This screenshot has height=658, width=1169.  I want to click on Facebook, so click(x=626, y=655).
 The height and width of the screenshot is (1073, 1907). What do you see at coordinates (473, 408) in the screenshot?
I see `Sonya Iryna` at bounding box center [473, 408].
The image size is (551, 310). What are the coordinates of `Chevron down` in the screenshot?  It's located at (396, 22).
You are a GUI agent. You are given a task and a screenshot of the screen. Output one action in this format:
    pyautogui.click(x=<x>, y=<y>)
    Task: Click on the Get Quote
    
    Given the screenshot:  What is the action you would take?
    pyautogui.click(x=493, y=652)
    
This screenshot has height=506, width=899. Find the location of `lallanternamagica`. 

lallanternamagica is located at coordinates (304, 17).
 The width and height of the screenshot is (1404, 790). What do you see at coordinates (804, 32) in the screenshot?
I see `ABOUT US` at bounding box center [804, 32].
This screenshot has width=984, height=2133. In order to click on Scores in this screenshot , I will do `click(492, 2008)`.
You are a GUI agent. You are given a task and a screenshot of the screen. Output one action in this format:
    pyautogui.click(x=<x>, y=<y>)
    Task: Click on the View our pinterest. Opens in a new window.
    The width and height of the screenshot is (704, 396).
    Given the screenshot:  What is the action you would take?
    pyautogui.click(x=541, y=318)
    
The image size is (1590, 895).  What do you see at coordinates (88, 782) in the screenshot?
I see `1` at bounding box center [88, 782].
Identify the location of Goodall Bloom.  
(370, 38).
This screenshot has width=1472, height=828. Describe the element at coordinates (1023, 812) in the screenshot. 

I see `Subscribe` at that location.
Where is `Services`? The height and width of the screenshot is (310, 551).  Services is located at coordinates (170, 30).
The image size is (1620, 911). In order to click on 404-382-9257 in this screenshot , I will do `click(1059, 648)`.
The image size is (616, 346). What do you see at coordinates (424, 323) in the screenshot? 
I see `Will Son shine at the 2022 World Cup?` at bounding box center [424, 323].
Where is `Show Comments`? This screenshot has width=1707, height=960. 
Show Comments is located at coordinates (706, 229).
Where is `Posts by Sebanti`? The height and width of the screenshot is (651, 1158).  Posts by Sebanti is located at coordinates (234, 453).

****

Your output is to be the lines of the listing, exact and complete, starting at the first and ending with the line that contains "The image size is (551, 310).".

This screenshot has height=658, width=1169.  I want to click on Facebook, so click(x=626, y=655).
 The height and width of the screenshot is (1073, 1907). What do you see at coordinates (473, 408) in the screenshot?
I see `Sonya Iryna` at bounding box center [473, 408].
The image size is (551, 310). What are the coordinates of `Chevron down` in the screenshot?  It's located at (396, 22).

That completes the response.